The fisherman cuts the outboard motor and you drift the final meters into Ensenada de Juan Andrés, where silence replaces the engine's growl. Mangrove roots grip the eastern shore; on the western point, cecropia trees lean toward salt water they'll never touch. The sand beneath your feet is coarse, mixed with fragments of coral and volcanic stone carried down from the Aragua highlands.
“This roadless bay reveals Venezuela's coast as it existed before highways—accessible only to those willing to negotiate passage by boat.”
Sea-foam edge on volcanic black sand
You wade into bathwater shallows that deepen so gradually you're chest-deep twenty paces out. Small sergeant majors dart around your ankles.

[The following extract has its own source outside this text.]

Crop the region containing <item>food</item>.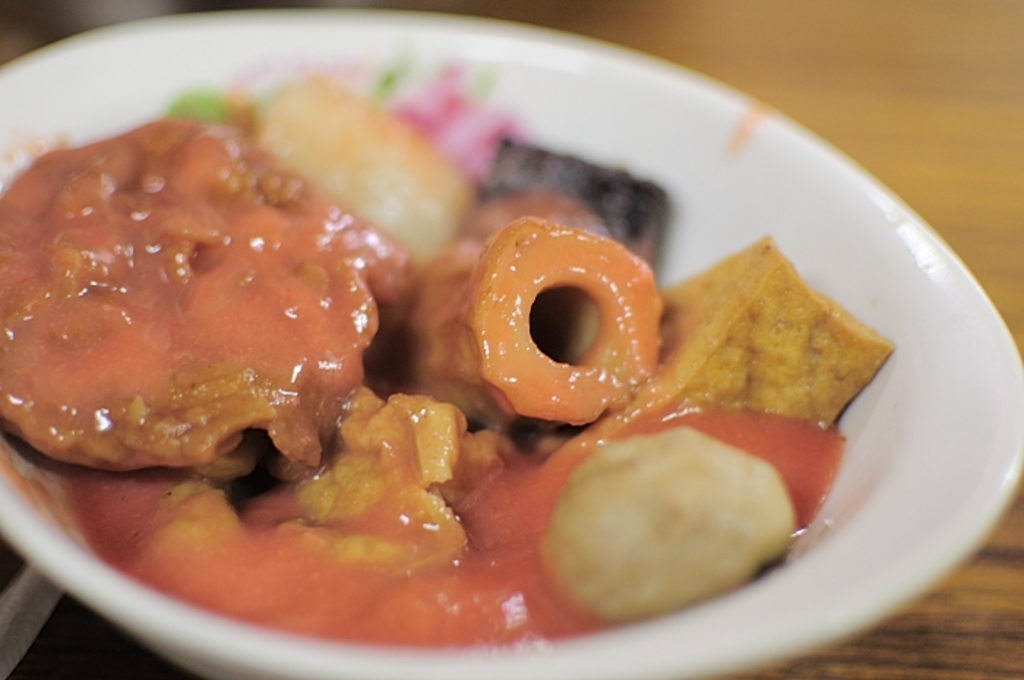
Crop region: (29,48,944,633).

The bay's narrow entrance keeps swells at bay—even when Ocumare's main beaches churn with wind waves, this pocket remains glassy. A couple spreads a blanket near the treeline, where shade arrives by noon and stays until you leave.

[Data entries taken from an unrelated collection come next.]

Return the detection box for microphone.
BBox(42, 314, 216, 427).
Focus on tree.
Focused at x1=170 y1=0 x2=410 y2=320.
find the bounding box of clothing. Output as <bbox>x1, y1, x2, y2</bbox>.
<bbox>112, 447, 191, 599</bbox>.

There are no vendors, no palapas, no jetskis carving white scars across the bay. What you carry in, you carry out. The boatman who brought you will return at the agreed hour, or you can negotiate to stay through sunset, when the western headland ignites orange and the water turns pewter. Until then, the cove is yours, the forest's, and the pelicans' that dive-bomb the mouth of the bay where sardines school in silver clouds.